Real prophets have what it takes to be able to turn away from the temptations of their times.
Which brings us to matter of integrity and authenticity—perhaps the most important characteristics to look for when searching for any kind of leader, a prophet included.

True prophets are men and women of genuineness and sincerity, whose very beings reverberate with the message they preach. They live what they profess. They live among the people, not isolated and apart from them. They speak a language which the people of their day understand, and they speak it with utter truthfulness and directness. Real prophets are not elitist.
The false prophets of ancient times (and of our own, no less) preached one thing and practiced another. They offered up one moral standard for public consumption, yet ordered their own lives by a very different one.
They speak of peace, yet wage war.
They speak of unity, yet search out new ways to divide. (They’re dividers, and not uniters, whatever they might profess.)
They speak of justice, yet harden and intensify the injustices and disparities that already exist.
They preach a gospel of love, yet, in their actions, put forth a nightmare of enmity and strife and division and fear.
A true prophet is the same on the inside as he or she is on the outside. What you see is what you get. He or she is an exemplar of integrity and authenticity.
Perhaps the most vital lesson offered by prophetic women and men of every age is that religion, primarily, must be concerned with deeds and not with creeds. “I desire steadfast love and not sacrifice,” Yahweh tells the prophet Hosea, “the knowledge of God, and not burnt offerings.”
Prophetic religion is not merely an intellectual or theological pursuit. Nor is it mere ego tripping, concerned only with one’s own enlightenment or fulfillment or self-cultivation. It has to go deeper—beneath creeds—beneath ritual. As Shirley MacLaine once wrote: It’s one thing to be able to say all the right prayers and do all the right rituals “and to be metaphysically sophisticated; to know all the techniques and rhetoric and meditational processes. But it’s quite another to relate to the world with simple love in your heart.”
The lives of real prophets are love and wisdom made manifest, and come to dwell among us in this world of ours.
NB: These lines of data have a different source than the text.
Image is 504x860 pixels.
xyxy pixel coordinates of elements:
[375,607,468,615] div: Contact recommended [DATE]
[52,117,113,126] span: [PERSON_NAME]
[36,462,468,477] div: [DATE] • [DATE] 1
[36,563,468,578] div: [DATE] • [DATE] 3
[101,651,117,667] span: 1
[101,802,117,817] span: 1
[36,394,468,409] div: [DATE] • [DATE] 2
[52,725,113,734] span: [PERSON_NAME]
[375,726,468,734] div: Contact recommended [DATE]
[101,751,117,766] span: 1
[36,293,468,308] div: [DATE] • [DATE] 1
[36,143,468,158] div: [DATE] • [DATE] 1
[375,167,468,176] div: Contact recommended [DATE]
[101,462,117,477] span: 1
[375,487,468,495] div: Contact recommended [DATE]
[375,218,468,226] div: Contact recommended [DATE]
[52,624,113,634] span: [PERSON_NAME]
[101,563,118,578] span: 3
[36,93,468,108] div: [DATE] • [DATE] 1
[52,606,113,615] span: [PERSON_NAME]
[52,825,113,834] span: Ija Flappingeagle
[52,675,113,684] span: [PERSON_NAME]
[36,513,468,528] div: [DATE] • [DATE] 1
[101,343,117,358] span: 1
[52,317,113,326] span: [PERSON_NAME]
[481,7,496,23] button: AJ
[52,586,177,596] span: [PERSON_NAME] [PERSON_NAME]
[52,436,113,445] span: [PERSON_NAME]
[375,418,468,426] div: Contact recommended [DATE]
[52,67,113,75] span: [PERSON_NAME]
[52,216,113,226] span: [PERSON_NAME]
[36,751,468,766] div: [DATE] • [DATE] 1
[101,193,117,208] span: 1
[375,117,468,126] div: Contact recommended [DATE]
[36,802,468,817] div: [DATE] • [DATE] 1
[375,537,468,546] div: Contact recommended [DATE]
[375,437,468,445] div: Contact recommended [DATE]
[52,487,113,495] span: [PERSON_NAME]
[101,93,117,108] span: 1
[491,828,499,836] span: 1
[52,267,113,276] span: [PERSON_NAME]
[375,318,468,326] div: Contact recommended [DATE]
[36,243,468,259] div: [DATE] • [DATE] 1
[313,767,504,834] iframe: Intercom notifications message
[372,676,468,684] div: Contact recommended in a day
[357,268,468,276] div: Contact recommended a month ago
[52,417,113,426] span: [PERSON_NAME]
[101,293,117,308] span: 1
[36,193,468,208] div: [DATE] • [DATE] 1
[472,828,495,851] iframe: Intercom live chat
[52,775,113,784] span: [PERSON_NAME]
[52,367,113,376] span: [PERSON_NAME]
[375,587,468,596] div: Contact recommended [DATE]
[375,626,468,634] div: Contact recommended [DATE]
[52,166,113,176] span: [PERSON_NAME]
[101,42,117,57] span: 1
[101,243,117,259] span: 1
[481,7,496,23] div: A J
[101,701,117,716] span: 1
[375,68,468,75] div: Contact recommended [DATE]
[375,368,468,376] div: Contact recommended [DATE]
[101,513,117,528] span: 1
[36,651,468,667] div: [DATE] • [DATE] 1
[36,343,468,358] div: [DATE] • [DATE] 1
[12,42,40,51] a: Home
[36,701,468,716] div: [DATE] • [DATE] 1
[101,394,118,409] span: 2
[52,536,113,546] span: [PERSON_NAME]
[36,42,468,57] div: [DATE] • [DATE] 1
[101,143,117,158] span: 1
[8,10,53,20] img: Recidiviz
In the book of Proverbs we read:
“Wisdom calls aloud in the streets,
she raises her voice in the public squares;
she calls out at the street corner,
she delivers her message at the city gates,
she calls us to cling no longer to our ignorance.”
The wisdom at the heart of true prophecy reminds us of how good—and how holy—and how whole—we can be. It reminds us that we are women and men created in the very image and likeness of the divine.
Pierre Teilhard de Chardin once wrote:
“Something is afoot in the universe, a result is working out which can best be [called] the birth of a new spiritual reality, formed by souls and the matter they draw after them. Laboriously, by way of human activity and thanks to it, a new Earth is gathering… itself. We are like the leaves and flowers of a great tree, each appearing at its time and place, according to the demands of the All.”
As we approach unto Easter, the season of New Birth, may we take time to honor the prophets of ancient times—and of our own times. May we honor all of those women and men, through whose words and deeds and lives—and sometimes, through whose deaths—we have remained awake to the hope that is within our souls; remained alive to the deeper truths by which we seek to live. They are the prophetic souls of all ages, in whose praise the very stones of history resound with a deep and abiding “Hosanna in the Highest! Blessed the one who comes in the name of Love! Hosanna in the Highest!”